Edward proposed several near‑ and long‑term changes: reclassifying daytime deputy chiefs to division chiefs to separate strategic and operational roles; creating a training division officer to centralize training, certification tracking and regional partnerships; and, in the longer term, adding an assistant chief and moving toward a two‑station deployment model to meet response‑time objectives. He cited industry standards as the foundation for the proposal, referencing NFPA 1561 (incident management), NFPA 1021 (fire officer qualifications) and NFPA 1710 (career department staffing and deployment), and noted a $35,000 financial/staffing study with SEH included in the CIP.

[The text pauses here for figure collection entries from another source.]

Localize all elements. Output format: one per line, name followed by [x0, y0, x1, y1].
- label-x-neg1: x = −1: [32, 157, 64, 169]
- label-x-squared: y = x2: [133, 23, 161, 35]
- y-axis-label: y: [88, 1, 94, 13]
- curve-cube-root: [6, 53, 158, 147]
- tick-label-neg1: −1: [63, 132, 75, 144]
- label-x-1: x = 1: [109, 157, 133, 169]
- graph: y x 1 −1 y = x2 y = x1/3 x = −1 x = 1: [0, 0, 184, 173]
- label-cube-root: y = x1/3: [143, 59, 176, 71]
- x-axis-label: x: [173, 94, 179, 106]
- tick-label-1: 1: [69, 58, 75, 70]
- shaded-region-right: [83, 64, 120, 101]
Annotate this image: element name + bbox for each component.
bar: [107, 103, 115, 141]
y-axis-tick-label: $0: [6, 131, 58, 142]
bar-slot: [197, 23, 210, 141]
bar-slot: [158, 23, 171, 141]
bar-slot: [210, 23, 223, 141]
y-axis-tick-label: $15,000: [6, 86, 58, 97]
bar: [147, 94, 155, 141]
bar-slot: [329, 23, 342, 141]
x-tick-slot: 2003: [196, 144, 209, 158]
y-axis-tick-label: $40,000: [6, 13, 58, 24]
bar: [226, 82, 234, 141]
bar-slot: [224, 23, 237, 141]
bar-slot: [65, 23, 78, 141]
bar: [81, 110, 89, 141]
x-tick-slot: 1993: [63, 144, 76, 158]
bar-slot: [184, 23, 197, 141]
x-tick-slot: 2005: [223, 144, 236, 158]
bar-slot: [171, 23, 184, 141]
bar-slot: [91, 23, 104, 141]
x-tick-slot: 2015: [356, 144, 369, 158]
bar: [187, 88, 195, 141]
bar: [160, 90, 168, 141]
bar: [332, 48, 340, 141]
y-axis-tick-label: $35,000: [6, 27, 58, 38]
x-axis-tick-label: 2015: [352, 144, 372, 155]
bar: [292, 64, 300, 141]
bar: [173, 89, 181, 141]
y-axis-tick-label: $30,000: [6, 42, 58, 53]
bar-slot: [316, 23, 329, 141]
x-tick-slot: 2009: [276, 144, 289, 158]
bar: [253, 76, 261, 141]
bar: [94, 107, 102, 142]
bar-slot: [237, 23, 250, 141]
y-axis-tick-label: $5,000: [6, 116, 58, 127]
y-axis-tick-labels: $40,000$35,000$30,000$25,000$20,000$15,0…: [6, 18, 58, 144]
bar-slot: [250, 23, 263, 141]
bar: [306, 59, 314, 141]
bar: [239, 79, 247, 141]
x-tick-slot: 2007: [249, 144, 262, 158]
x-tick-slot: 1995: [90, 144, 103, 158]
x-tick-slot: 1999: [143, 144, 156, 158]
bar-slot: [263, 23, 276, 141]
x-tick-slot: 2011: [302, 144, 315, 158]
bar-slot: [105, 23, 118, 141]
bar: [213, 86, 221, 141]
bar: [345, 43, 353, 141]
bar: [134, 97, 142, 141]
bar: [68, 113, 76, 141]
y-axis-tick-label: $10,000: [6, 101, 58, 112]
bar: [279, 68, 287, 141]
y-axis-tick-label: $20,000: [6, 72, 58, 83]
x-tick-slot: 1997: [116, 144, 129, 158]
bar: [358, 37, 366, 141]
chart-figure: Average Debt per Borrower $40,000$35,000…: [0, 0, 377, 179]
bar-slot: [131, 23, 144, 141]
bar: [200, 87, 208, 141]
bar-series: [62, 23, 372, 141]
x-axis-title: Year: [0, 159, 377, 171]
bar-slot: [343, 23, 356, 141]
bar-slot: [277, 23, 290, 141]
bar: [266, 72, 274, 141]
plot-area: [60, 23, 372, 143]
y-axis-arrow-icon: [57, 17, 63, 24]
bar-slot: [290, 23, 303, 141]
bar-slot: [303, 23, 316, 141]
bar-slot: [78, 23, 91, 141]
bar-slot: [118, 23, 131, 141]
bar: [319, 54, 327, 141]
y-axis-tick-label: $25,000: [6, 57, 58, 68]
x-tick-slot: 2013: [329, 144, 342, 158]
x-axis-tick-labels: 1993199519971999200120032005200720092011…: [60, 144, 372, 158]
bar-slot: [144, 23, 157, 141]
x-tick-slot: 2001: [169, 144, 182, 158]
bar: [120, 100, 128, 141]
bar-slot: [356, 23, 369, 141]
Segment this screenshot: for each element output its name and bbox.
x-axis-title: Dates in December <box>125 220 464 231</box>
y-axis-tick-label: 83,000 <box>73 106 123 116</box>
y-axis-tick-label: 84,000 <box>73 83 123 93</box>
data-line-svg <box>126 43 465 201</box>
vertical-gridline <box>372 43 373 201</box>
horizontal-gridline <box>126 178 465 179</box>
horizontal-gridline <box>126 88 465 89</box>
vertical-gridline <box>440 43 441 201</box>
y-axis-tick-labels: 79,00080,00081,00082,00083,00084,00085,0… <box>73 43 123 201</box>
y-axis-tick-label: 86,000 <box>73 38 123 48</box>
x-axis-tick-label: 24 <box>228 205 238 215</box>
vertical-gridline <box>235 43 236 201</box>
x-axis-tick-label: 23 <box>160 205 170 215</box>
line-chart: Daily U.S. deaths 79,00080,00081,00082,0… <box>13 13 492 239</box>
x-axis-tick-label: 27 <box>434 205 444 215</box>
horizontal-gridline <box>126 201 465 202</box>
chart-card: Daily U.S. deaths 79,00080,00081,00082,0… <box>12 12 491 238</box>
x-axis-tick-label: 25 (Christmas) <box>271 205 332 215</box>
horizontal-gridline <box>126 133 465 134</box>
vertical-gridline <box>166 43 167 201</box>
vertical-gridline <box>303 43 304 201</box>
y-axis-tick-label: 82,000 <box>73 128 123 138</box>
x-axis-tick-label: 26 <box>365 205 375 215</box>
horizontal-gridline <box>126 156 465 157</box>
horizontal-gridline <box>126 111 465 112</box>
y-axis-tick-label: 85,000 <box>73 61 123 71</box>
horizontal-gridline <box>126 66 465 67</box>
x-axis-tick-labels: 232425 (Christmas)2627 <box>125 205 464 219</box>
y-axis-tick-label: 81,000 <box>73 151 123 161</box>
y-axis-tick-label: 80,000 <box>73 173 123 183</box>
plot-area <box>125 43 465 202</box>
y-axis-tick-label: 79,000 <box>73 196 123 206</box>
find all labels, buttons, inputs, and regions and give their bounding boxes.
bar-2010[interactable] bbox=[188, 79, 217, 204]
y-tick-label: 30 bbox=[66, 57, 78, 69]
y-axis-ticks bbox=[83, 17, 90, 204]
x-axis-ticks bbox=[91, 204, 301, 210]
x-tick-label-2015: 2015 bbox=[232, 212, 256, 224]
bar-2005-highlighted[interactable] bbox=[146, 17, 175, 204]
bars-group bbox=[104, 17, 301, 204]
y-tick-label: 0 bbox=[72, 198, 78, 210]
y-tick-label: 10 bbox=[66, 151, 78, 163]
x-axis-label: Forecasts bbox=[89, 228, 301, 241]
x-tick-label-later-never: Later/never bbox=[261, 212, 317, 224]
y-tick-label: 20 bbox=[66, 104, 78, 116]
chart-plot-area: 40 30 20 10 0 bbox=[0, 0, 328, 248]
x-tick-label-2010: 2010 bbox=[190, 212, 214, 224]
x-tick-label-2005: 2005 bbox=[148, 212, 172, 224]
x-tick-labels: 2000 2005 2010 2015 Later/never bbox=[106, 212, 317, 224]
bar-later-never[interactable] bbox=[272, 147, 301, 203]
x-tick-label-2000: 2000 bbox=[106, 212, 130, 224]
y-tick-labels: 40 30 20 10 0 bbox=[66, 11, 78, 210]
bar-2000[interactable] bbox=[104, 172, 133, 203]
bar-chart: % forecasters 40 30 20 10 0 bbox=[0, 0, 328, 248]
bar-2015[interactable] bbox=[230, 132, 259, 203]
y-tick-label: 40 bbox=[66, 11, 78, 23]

Chief Edward emphasized operational drivers: increasing call complexity, training shortfalls for shift commanders, and areas of the city with response times of 6–10 minutes. "We have areas that are anywhere from 6 to 10 minutes out," he said, adding that achieving the national standard for response and improving ISO performance informed the multi‑phase timeline (0–12 months for analysis, 1–3 years for foundational changes, 3–5 years for incremental staffing, 5+ years for full implementation).

Commissioners pressed for specifics. One commissioner asked whether the presentation should return as separate agenda items for the proposed inspector and the training division so the commission could review risk‑reduction impacts and staffing implications. The commission agreed to request targeted follow‑up: a line‑by‑line staffing and salary comparison, projected start‑up and recurring costs, potential offsets, ISO impacts, and a clearer implementation timetable. The department agreed to bring those details to the next meeting and to include the draft position descriptions and pay‑study data.

Next steps agreed by consensus were not a formal vote: authorize staff to proceed with the cost/benefit and staffing analysis and return with detailed proposals for the inspector role and the training division officer, plus risk‑reduction metrics and the SEH study deliverable. No budget appropriation was approved at this meeting.

Ending: The commission asked for the detailed analyses, position descriptions, and financial estimates at a subsequent meeting before considering formal approval of structural changes.